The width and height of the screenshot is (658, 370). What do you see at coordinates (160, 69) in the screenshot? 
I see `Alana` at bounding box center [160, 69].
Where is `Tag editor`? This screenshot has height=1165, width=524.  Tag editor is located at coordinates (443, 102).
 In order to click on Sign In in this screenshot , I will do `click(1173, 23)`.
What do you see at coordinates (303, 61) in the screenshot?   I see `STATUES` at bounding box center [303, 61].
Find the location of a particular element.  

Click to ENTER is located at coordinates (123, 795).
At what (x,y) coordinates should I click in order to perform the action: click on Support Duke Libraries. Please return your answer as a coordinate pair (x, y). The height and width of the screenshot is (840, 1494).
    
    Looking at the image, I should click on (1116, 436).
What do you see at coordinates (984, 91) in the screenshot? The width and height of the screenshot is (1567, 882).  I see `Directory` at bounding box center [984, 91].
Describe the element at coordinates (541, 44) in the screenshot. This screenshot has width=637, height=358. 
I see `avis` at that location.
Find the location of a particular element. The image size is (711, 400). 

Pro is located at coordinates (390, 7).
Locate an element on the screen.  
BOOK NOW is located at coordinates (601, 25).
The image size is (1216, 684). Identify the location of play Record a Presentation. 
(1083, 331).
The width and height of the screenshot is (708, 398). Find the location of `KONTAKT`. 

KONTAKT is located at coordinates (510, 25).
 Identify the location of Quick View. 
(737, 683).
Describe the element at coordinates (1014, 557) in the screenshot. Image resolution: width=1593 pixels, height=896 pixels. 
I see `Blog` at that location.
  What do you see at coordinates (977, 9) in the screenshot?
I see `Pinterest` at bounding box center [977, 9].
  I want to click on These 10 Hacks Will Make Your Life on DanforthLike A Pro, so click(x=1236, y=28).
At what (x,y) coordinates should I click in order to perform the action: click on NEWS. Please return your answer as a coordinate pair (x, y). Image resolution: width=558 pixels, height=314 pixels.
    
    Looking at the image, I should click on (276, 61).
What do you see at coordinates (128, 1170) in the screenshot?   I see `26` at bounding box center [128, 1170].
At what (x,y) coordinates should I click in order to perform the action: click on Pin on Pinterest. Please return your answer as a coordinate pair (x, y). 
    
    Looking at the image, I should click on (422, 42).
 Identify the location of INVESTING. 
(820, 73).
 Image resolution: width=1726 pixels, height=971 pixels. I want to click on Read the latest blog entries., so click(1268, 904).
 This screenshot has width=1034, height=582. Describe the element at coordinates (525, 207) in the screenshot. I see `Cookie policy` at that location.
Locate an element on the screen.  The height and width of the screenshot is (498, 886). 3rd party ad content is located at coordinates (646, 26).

ACTIVITY
Copy each line of the material exactly as written.

EXERCISE RESULT
The width and height of the screenshot is (658, 370). What do you see at coordinates (160, 69) in the screenshot? 
I see `Alana` at bounding box center [160, 69].
Where is `Tag editor`? This screenshot has height=1165, width=524.  Tag editor is located at coordinates (443, 102).
 In order to click on Sign In in this screenshot , I will do `click(1173, 23)`.
What do you see at coordinates (303, 61) in the screenshot?   I see `STATUES` at bounding box center [303, 61].
Find the location of a particular element.  

Click to ENTER is located at coordinates (123, 795).
At what (x,y) coordinates should I click in order to perform the action: click on Support Duke Libraries. Please return your answer as a coordinate pair (x, y). The height and width of the screenshot is (840, 1494).
    
    Looking at the image, I should click on (1116, 436).
What do you see at coordinates (984, 91) in the screenshot? The width and height of the screenshot is (1567, 882).  I see `Directory` at bounding box center [984, 91].
Describe the element at coordinates (541, 44) in the screenshot. This screenshot has width=637, height=358. 
I see `avis` at that location.
Find the location of a particular element. The image size is (711, 400). 

Pro is located at coordinates (390, 7).
Locate an element on the screen.  
BOOK NOW is located at coordinates (601, 25).
The image size is (1216, 684). Identify the location of play Record a Presentation. 
(1083, 331).
The width and height of the screenshot is (708, 398). Find the location of `KONTAKT`. 

KONTAKT is located at coordinates (510, 25).
 Identify the location of Quick View. 
(737, 683).
Describe the element at coordinates (1014, 557) in the screenshot. Image resolution: width=1593 pixels, height=896 pixels. 
I see `Blog` at that location.
  What do you see at coordinates (977, 9) in the screenshot?
I see `Pinterest` at bounding box center [977, 9].
  I want to click on These 10 Hacks Will Make Your Life on DanforthLike A Pro, so click(x=1236, y=28).
At what (x,y) coordinates should I click in order to perform the action: click on NEWS. Please return your answer as a coordinate pair (x, y). Image resolution: width=558 pixels, height=314 pixels.
    
    Looking at the image, I should click on (276, 61).
What do you see at coordinates (128, 1170) in the screenshot?   I see `26` at bounding box center [128, 1170].
At what (x,y) coordinates should I click in order to perform the action: click on Pin on Pinterest. Please return your answer as a coordinate pair (x, y). 
    
    Looking at the image, I should click on (422, 42).
 Identify the location of INVESTING. 
(820, 73).
 Image resolution: width=1726 pixels, height=971 pixels. I want to click on Read the latest blog entries., so click(1268, 904).
 This screenshot has width=1034, height=582. Describe the element at coordinates (525, 207) in the screenshot. I see `Cookie policy` at that location.
Locate an element on the screen.  The height and width of the screenshot is (498, 886). 3rd party ad content is located at coordinates (646, 26).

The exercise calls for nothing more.